Cognition and Intelligence

How To Give Students The Edge On Misinformation

In a world of constant algorithmic distractions, what can we do to help students think critically? Martin Ridley has some suggestions.
Two secondary school girls using smartphones in an electronics shop.

Honestly, it’s a challenge. How can I bring up my daughters in a time of rabid polarisation, anxiety and inane chatter?

As a parent, I know I’ll do everything I can to provide all that I can and I know I’m fortunate to share burdens with a terrific spouse, so I keep my head up and keep going. As a teacher, I consider the students in front of me and try hard to build on their skills. Sure, I could be the only teacher that day who asks them a question they’ve got a fighting chance of learning from, but chances are that I won’t change their life in the 25 seconds we use to focus on my question.

So I need to play the longer game. Developing a culture of questioning in a nurturing environment (without being scary) is challenging and takes us in the direction the scheme of work demands. In the end, it’s all about critical thinking – for both me and my students – and if I can get that right then we should be in safe hands.

Critical thinking is always relevant

We navigate our everyday lives with the tools of critical thinking, so it’s not too hard to contextualise this for students. When we move through a crowd and anticipate how it’s going to move in turn, we alternate between autopilot and Formula One-style reflexes that make split-second decisions for us.

Choosing the till in a supermarket can include the squinty-eyed forecasting of possibilities: what if that younger till worker scans everything really quickly? Does that elderly man appear to be a highly experienced shopper and will he zip through this process? Yes? Go behind him, quick! And so we apply those questions that help us delve deeper into the questions at hand and hope we made the right decision. But how do we get students to think critically in the classroom?

We can use a variety of techniques to enable students to garner depth and breadth from their learning. De Bono’s Six Thinking Hats is a tool for structured thinking, where each hat represents a different perspective. The white hat focuses on facts, red on emotions, black on risks, yellow on benefits, green on creativity and blue on organisation. It helps in discussions, problem-solving and decision-making by encouraging students to consider multiple viewpoints systematically.

Students need to take on the hat’s perspective (I have done this literally with classes, where students use strips of paper for a headband and a little front piece stapled onto the band to signify the type of hat, so others can reference what role they have. During and after the discussion we can then suggest who in the real world might have been symbolised by each hat). It’s a rewarding activity that can give students a lot to consider when writing longer pieces on points of view, opinions and analyses of issues.

If you need a shorter version, then just draw a few stick people (there are six in de Bono’s version) on the board and give them little descriptions (e.g. ‘wants facts only’ or ‘wants to know the risks’) and elicit responses. Otherwise, we can posit an idea (e.g. ‘make smartphone use illegal before the age of 16’) and then consider responses from well-known people such as Elon Musk, Sir Kier Starmer, King Charles III, Lionel Messi or Nigel Farage.

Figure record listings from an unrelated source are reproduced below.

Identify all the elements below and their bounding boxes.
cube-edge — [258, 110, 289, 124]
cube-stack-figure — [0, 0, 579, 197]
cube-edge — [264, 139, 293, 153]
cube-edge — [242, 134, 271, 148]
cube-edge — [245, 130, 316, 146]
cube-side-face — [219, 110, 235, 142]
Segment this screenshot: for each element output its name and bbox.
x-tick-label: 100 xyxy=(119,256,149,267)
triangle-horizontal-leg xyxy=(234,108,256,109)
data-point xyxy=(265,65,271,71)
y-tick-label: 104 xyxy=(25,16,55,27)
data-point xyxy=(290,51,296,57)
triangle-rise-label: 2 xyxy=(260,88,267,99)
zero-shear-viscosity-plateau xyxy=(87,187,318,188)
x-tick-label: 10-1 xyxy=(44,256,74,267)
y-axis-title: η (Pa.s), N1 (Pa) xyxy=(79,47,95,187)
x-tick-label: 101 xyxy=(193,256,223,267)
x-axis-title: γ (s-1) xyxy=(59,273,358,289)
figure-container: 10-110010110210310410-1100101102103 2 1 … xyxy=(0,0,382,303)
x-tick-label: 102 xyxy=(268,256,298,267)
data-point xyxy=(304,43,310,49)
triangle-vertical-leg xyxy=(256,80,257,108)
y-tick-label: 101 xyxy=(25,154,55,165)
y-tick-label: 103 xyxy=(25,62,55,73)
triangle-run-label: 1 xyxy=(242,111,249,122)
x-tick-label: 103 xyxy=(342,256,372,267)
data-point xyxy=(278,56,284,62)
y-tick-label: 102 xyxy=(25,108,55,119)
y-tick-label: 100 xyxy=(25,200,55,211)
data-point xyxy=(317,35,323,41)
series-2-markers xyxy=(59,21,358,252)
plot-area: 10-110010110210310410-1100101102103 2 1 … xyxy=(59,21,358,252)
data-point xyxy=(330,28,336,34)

Secondary school boy and girl looking at a smartphone and laughing.
For many students, TikTok and other social media are their primary news sources.

Ah, here we go: what is the role of mobile phones here? Should students be able to differentiate between Musk’s controversial actions and whatever he ‘really meant’? How would anyone?

The prevalence of misinformation

We identified consumption of social media posts from Reform UK by members of Year 8 here at St Peter’s when, just ahead of the 2024 UK general election, I ran a tutor enrichment session and a mock election. Year 8 were the only group to elect Reform UK and TikTok was named as their main influence (multiple Year 8 students said they couldn’t name any other politician other than Farage). The other year groups consistently mentioned Labour and Conservatives were rarely considered.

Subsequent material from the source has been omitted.